China pig breeders go high-tech in self-sufficiency push

Source: Reuters

Tiny slivers of ear tissue snipped from hours-old piglets offer valuable clues for the team at Best Genetics Group (BGG) as it strives to improve the genetics of China’s hog herd to produce cheaper meat for the world’s top pork consumer.

Breeding pigs that have larger litters, reach slaughter weight quicker and require less feed can make a big difference in a market producing almost 700 million hogs a year.

BGG is among about 100 farms enrolled in just such a state-led endeavour to wean China off imported stock and breed a self-sustaining herd to feed its 1.4 billion people.

China has the world’s biggest hog herd, but relies heavily on imports for breeding material, more so after the African swine fever virus in 2018-19 decimated its pig population and wiped out much of its breeding pool.

“We must insist on our own independent breeding,” Hao Wenjie, BGG’s head breeder, told Reuters at one of its farms that lies about 30 km (18.64 miles) outside the small city of Chifeng in northern China’s remote Inner Mongolia region.

“Only then can we provide high-quality seeds, or breeding stock, for our market and break this need for everyone to go to foreign varieties,” she added.

Breeders are looking to improve the genetics of overseas and local pigs, but lack of experience in collecting data, high costs, competition and market volatility pose big challenges.

These efforts come amid President Xi Jinping’s calls for self-sufficiency in food, with the focus recently turning to the genetics or the “chips” of agriculture, seen as a weak link in China’s food security.

China needs its own seeds to guarantee its “food bowl”, Xi said last month.

RAISING A PIG

Raising a pig in China costs about two-and-a-half times more than in the United States due to costly imported feed and high levels of disease.

Genetic improvements for cheaper meat are thus in high demand. But so far international companies have been better at this.

Rapid genetic progress requires rigorous data collection and analysis and not many managers in China have the experience to design and implement such collection.

Netherlands-based genetics consultant Jan Merks on a visit to BGG’s farm admonished staff for mixing some batches.

“In a commercial farm, it doesn’t matter if you use two different boars during a sow’s heat. Here, it has to be same.”

Despite such hurdles, privately owned BGG, founded 10 years ago, is among those making progress.

1/6

After buying 1,200 purebred sows from Canada-based Genesus in 2012, it has expanded the herd to 6,000 and average number of piglets born per litter to 15, one more than when it began.

Now BGG aims to increase the litter size by another 1.35 in five years and reduce the backfat on its boars.

BGG collects hundreds of thousands of data annually on traits including litter size, loin depth, and daily weight gain. It selects the pigs with the highest values across such traits for breeding, improving performance with each generation.

Genomic selection is helping speed up the process.

For example, based on the DNA from the tissue of a piglet’s ear, BGG predicts how well a pig will perform, boosting the chances of selecting the best breeders.

“We have a goal of 3-5 years for improvement of each trait,” Hao said at the farm, where red-roofed buildings are perched on a hill, surrounded by scrubland and mountains.

Around 65 staff live there for weeks at a time, carrying out artificial insemination, gathering data on newborns and ensuring the herd is healthy.

BGG sells the offspring of its breeders to top hog producers including Wens Foodstuff Group (300498.SZ), Jiangxi Zhengbang Technology Co (002157.SZ) and Beijing Dabeinong Technology Group (002385.SZ).

VOLATILITY

Still, business has suffered amid recent huge losses at pig producers, BGG founder Monita Mo said.

China’s hog producers have endured record losses due to surging feed costs and weak demand amid COVID.

Another company’s breeding farm has been asked by its management to cut back on genomic selection to lower costs, its head breeder said on condition of anonymity.

China has too many small breeding farms, said Fu Yan, professor of genetics at Zhejiang University. Big, listed hog producers who started breeding programmes in recent years may be best placed to invest the large sums needed to compete with international companies, he added.

On China’s push to improve the genetics of native pigs, some experts warn they are already so far behind that it detracts from efforts underway on imported breeds.

China’s Meishan pig is renowned for its large litters, but it and dozens others grow slowly and are too fatty.

“It takes about one year for the animal to grow to 100kg. We tried to create a local breed that can grow in 8-9 months but it’s not that consistent yet,” Mo said.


== Exercise requirements ==
Pull every line containing "elements" from the data.

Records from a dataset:
____________________

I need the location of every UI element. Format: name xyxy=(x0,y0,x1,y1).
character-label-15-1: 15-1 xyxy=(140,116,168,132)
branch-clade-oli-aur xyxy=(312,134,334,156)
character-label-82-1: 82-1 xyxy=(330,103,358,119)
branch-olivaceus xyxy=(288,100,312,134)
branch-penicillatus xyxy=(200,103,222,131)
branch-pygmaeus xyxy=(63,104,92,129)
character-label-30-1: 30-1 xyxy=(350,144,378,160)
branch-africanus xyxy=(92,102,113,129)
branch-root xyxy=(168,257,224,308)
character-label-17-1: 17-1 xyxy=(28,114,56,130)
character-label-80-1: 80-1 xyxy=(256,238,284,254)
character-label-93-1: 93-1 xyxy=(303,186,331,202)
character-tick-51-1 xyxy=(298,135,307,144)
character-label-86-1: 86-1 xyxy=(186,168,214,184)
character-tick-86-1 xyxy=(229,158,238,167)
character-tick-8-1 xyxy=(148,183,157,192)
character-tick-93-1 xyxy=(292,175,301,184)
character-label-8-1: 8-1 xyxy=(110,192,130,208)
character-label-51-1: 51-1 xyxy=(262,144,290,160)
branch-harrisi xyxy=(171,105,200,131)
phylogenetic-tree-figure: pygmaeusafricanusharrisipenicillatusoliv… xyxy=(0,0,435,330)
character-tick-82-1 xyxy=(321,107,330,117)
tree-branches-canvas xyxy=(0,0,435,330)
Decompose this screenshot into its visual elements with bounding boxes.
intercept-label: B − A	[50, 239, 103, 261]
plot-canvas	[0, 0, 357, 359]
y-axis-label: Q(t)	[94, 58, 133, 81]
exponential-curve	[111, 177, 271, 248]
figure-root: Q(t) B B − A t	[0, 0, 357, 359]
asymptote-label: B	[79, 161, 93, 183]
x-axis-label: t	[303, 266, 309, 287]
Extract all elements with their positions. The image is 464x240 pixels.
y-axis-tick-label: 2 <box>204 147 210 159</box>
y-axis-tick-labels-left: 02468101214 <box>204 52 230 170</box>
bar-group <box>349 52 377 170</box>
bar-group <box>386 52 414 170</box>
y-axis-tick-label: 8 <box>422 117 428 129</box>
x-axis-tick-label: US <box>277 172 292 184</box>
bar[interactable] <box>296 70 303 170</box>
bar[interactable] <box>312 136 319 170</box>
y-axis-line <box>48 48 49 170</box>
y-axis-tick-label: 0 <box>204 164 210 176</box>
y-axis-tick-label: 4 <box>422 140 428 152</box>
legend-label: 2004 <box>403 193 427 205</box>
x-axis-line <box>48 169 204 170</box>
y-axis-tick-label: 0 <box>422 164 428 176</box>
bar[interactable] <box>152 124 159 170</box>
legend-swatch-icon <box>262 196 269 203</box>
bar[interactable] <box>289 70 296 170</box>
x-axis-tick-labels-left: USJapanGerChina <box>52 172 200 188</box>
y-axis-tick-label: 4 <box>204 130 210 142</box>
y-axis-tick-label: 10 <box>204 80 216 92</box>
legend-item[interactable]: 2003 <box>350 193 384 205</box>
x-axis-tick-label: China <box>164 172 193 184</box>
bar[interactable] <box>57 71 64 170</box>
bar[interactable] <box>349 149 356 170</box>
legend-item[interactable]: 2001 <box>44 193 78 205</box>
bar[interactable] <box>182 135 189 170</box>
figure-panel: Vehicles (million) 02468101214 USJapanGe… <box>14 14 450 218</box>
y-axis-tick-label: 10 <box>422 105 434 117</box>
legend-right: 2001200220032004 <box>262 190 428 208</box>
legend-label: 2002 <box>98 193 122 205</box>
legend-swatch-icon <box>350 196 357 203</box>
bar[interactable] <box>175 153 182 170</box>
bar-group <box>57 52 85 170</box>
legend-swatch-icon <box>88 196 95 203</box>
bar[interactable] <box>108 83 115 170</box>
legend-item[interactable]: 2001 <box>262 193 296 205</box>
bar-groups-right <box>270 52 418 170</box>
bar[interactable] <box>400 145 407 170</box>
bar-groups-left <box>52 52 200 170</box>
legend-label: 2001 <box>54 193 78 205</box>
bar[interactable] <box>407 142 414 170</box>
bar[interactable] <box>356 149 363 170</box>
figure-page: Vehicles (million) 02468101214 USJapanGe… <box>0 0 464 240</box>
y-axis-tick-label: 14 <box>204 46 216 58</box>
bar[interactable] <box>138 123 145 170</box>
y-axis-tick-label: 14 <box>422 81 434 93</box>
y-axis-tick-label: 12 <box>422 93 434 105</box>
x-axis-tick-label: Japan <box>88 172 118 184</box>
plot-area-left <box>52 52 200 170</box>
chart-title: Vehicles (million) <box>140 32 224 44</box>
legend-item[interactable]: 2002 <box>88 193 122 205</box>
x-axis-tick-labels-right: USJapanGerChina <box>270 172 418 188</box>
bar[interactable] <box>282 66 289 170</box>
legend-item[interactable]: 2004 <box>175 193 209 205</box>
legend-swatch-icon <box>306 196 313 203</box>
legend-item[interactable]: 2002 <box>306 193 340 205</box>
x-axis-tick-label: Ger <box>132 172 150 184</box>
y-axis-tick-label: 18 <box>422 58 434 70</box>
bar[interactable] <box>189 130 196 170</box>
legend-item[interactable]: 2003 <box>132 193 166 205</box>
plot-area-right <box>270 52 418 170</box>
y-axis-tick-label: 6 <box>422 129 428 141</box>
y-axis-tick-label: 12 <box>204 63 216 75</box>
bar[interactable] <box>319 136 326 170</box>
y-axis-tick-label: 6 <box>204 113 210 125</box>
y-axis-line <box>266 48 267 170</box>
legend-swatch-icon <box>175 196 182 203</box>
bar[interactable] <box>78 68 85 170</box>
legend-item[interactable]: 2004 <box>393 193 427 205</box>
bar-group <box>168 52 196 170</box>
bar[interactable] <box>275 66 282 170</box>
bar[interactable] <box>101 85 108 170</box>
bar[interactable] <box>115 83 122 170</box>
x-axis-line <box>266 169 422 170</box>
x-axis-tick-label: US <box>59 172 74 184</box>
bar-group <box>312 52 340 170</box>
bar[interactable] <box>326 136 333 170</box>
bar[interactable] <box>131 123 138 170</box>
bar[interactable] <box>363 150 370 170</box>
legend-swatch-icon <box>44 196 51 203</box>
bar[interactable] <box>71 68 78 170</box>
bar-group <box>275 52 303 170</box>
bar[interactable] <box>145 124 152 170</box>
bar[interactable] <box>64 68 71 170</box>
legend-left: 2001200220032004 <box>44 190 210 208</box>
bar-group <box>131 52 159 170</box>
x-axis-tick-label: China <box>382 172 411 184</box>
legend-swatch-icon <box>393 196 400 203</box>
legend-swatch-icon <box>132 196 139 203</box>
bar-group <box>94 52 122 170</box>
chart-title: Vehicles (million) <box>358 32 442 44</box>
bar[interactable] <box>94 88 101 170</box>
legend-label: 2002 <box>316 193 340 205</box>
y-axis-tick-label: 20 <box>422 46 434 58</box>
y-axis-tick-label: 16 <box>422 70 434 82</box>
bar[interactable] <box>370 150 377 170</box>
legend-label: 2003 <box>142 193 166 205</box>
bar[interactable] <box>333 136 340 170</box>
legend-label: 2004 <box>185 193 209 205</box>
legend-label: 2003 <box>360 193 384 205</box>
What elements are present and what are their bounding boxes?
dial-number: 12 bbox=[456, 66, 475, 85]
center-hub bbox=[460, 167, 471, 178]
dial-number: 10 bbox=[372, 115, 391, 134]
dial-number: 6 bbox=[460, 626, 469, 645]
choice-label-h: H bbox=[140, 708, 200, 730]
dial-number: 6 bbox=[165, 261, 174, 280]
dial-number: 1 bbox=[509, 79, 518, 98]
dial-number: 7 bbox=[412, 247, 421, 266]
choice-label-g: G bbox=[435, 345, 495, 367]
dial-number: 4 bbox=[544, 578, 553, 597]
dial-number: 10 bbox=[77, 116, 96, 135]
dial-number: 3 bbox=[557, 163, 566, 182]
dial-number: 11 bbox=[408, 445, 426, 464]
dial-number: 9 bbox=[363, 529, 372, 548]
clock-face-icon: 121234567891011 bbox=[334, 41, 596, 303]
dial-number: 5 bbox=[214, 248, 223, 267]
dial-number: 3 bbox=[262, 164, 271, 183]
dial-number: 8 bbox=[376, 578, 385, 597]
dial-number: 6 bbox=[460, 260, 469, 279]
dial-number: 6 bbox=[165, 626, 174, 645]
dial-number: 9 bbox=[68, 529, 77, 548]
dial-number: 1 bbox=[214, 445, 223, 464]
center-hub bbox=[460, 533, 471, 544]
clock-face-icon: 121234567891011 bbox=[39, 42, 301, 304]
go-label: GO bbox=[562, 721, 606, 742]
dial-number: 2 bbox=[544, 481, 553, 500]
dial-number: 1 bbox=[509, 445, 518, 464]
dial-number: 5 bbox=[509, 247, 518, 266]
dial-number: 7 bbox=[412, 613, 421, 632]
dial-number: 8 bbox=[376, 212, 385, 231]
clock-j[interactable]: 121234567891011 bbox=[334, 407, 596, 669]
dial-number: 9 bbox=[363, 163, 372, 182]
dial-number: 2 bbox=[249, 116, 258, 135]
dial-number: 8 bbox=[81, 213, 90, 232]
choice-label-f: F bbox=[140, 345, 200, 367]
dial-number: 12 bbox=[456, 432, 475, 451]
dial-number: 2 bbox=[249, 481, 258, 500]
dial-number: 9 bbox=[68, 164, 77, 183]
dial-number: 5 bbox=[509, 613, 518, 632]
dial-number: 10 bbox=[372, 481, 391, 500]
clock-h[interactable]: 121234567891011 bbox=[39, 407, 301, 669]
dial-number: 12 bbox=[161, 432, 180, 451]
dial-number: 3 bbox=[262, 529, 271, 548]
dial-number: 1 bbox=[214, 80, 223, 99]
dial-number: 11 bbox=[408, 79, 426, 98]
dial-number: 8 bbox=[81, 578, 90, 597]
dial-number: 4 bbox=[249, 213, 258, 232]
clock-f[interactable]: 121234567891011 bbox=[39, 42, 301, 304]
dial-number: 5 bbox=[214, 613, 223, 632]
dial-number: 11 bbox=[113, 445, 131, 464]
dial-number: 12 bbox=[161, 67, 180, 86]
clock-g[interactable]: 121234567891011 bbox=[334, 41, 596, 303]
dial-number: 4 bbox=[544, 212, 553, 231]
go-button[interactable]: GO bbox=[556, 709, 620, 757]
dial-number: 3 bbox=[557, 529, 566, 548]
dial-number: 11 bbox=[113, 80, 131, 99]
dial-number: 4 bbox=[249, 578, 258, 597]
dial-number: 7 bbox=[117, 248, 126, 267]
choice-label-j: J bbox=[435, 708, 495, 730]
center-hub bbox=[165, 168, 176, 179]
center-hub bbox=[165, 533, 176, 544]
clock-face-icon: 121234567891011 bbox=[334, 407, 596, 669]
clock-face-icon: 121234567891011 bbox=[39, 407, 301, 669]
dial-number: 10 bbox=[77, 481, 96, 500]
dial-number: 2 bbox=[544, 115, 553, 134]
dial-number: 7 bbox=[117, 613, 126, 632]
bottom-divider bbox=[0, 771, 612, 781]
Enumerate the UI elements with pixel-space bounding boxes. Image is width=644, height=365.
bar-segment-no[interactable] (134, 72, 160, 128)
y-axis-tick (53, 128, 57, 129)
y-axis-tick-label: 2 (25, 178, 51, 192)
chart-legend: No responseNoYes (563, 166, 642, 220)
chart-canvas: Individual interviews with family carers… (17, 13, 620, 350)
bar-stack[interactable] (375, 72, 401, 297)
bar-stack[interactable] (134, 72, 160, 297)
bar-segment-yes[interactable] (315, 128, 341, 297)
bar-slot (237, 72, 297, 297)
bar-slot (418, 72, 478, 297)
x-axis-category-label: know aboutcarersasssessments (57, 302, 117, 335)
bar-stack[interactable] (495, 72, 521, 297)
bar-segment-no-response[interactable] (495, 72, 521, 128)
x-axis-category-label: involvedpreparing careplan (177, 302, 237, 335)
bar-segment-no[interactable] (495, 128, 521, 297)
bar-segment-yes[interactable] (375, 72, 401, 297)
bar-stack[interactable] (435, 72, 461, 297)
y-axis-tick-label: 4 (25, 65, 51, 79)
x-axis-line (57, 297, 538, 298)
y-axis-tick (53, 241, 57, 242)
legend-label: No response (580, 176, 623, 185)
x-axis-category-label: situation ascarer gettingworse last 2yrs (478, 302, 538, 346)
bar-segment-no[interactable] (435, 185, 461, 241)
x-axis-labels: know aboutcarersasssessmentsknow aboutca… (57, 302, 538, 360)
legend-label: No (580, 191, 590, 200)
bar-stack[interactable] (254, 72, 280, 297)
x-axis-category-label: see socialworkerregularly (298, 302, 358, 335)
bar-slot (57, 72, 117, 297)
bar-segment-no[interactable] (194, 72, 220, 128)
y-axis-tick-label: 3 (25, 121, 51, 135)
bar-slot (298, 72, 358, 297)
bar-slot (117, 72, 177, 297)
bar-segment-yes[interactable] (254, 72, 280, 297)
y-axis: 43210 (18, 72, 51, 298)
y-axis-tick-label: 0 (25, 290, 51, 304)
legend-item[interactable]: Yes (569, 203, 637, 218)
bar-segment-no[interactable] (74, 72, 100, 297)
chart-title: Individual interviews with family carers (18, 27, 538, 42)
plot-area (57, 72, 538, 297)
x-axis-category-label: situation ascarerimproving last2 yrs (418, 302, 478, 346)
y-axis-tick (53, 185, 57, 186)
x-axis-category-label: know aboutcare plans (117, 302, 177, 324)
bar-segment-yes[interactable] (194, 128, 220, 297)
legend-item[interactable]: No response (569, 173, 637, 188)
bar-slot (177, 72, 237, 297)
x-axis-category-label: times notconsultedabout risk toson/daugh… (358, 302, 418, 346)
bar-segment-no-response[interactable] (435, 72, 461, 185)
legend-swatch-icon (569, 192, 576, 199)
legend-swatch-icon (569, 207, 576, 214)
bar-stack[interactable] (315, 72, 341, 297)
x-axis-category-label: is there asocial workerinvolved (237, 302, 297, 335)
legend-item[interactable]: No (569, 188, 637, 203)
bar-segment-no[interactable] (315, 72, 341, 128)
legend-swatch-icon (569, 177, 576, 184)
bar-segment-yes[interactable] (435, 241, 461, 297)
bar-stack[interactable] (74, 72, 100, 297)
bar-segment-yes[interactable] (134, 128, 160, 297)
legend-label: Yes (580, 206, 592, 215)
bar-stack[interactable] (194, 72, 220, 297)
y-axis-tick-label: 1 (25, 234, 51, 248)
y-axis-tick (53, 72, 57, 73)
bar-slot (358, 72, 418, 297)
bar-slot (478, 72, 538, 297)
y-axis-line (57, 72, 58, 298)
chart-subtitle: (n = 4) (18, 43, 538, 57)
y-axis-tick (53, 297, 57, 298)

____________________

== Response to the exercise ==
Decompose this screenshot into its visual elements with bounding boxes.
Extract all elements with their positions. The image is 464x240 pixels.
What elements are present and what are their bounding boxes?
Enumerate the UI elements with pixel-space bounding boxes. Image is width=644, height=365.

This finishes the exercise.